The last days have been marked by the financial markets going into another nosedive. On Thursday, the Dow Jones lost 3.7% of its values, the FTSE 4.5%, the Italian MIB even 6,15%. Hysteric comments regarding a ‘possible double-dip’ in the global economy flared again.
Personally, I think that the panic fuelled by mainstream economic pundits is ridiculous. To talk about a US and Europe ‘hovering dangerously close to recession’, as in yesterday’s words of Morgan Stanley, means to overlook the very evident fact that Western economies have been – and still are - in a state of depression at least since 2008 (but, in a broader sense, since the 1970s). By depression, I mean slack consumer demand, high levels of unemployment and growing inflation.
Let’s have a look, for example, at the data regarding unemployment between 2008 and 2011 in what is still the biggest world economy, the USA.The rate of unemployment is currently 9.1%. It has been constantly higher than 8% since February 2009, peaking in the October of the same year (10.2%) and without improving of more than 1% ever since. Notably, it has been substantially steady from the beginning of this year.
By the same token, according to the Bureau of Economic analysis, in the United States the personal consumption expenditure for durables is still much lower (about -5%) than in 2008. No wonder why: fewer jobs + higher inflation = less money to spend in the household!
In this situation, one can ask themselves how it is possible that the Dow Jones Index already surpassed its pre-crisis levels in November 2010. I am not an economist, but I guess that there are two possible answers:
- either financial brokers are magicians;
- or between 2008 and now the transfer of wealth from the real economy to the financial markets has intensified.
Let’s assume that financial brokers are not relatives of our beloved (not really) Harry Potter.
In this process of transfer of wealth, the Western governments have been concurrently accomplices and victims. Accomplices, because they have agreed with pumping public money into the financial sector to save/revive it. Victims, because it is exactly financial sector companies that hold most of the public debt that has been generated to save them! In other words, political leaders have borrowed money on behalf of their citizens in order to save private investors – and the result is the latter are still (or better, even more) able to speculate on those public- loans... Does ‘socialisation of the losses, privatisation of the profits’ sound familiar?
What is rather clear here, is that this process is brutally widening the social gap within Western societies. In fact, the decision of the governments to steer their public spending to bailouts, and then to savagely cut it, affects mostly the (only economically speaking!) poorest chunks of society: women, ethnic minorities, young people, and generally speaking the lower classes. The increasing exclusion of these subjects from employment and consumption is itself a crucial factor in hindering economic recovery.
In this situation, the gains made in the last 3 years by the brokers of Wall Street or the City of London could not but be short-termed. In fact, they have been essentially based on a negative redistribution of the existing wealth rather than on the production of additional one. The most important, this process of negative redistribution is placing enormous strain on the low and even middle classes, and can potentially fuel destructive forms of social unrest, as in the case of the London riots.
The capitalist toy, in its neoliberal shape, is broken. The attempt to fix it playing according to the orthodox rules has failed. While the trail becomes narrower and narrower for moderates such as Obama or Merkel, the real challenge might be between a genuinely left-wing alternative (which has still to be defined), or a fear-driven reaction after the example of the Tea Party. Meanwhile, I will not shed a tear for the Wall Street sharks.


**Work instruction:** In your copy, reproduce each entry exactly and include no picture.

*** Opening Material for this exercise ***

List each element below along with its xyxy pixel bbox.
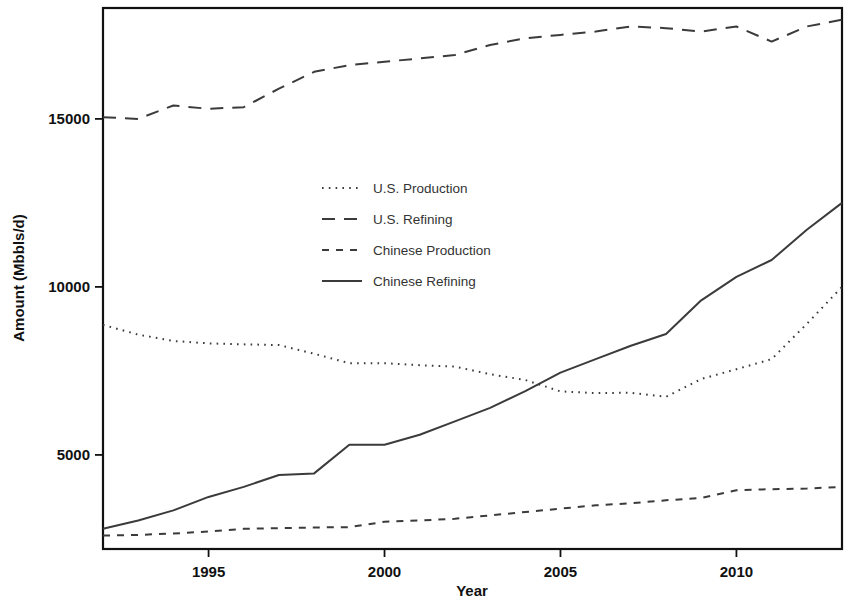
- legend-label-3: Chinese Production: [373, 243, 491, 258]
- legend-label-4: Chinese Refining: [373, 274, 476, 289]
- chart-figure: 50001000015000 1995200020052010 U.S. Pro…: [0, 0, 851, 603]
- y-axis-title: Amount (Mbbls/d): [10, 214, 27, 341]
- x-axis-ticks: 1995200020052010: [192, 549, 753, 580]
- series-line-u-s-production: [103, 287, 842, 397]
- y-tick-label: 10000: [48, 278, 90, 295]
- chart-legend: U.S. ProductionU.S. RefiningChinese Prod…: [322, 181, 491, 289]
- y-tick-label: 15000: [48, 110, 90, 127]
- legend-label-2: U.S. Refining: [373, 212, 453, 227]
- x-tick-label: 2010: [720, 563, 753, 580]
- legend-label-1: U.S. Production: [373, 181, 468, 196]
- line-chart: 50001000015000 1995200020052010 U.S. Pro…: [0, 0, 851, 603]
- x-tick-label: 1995: [192, 563, 225, 580]
- series-line-chinese-production: [103, 487, 842, 536]
- y-axis-ticks: 50001000015000: [48, 110, 103, 463]
- series-line-u-s-refining: [103, 20, 842, 119]
- y-tick-label: 5000: [57, 446, 90, 463]
- x-tick-label: 2005: [544, 563, 577, 580]
- x-axis-title: Year: [456, 582, 488, 599]
- x-tick-label: 2000: [368, 563, 401, 580]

*** Closing Material for this exercise ***

**Solved exercise:**
List each element below along with its xyxy pixel bbox.
- legend-label-3: Chinese Production: [373, 243, 491, 258]
- legend-label-4: Chinese Refining: [373, 274, 476, 289]
- chart-figure: 50001000015000 1995200020052010 U.S. Pro…: [0, 0, 851, 603]
- y-axis-title: Amount (Mbbls/d): [10, 214, 27, 341]
- x-axis-ticks: 1995200020052010: [192, 549, 753, 580]
- series-line-u-s-production: [103, 287, 842, 397]
- y-tick-label: 10000: [48, 278, 90, 295]
- chart-legend: U.S. ProductionU.S. RefiningChinese Prod…: [322, 181, 491, 289]
- y-tick-label: 15000: [48, 110, 90, 127]
- legend-label-2: U.S. Refining: [373, 212, 453, 227]
- x-tick-label: 2010: [720, 563, 753, 580]
- legend-label-1: U.S. Production: [373, 181, 468, 196]
- line-chart: 50001000015000 1995200020052010 U.S. Pro…: [0, 0, 851, 603]
- x-tick-label: 1995: [192, 563, 225, 580]
- series-line-chinese-production: [103, 487, 842, 536]
- y-axis-ticks: 50001000015000: [48, 110, 103, 463]
- series-line-u-s-refining: [103, 20, 842, 119]
- y-tick-label: 5000: [57, 446, 90, 463]
- x-tick-label: 2005: [544, 563, 577, 580]
- x-axis-title: Year: [456, 582, 488, 599]
- x-tick-label: 2000: [368, 563, 401, 580]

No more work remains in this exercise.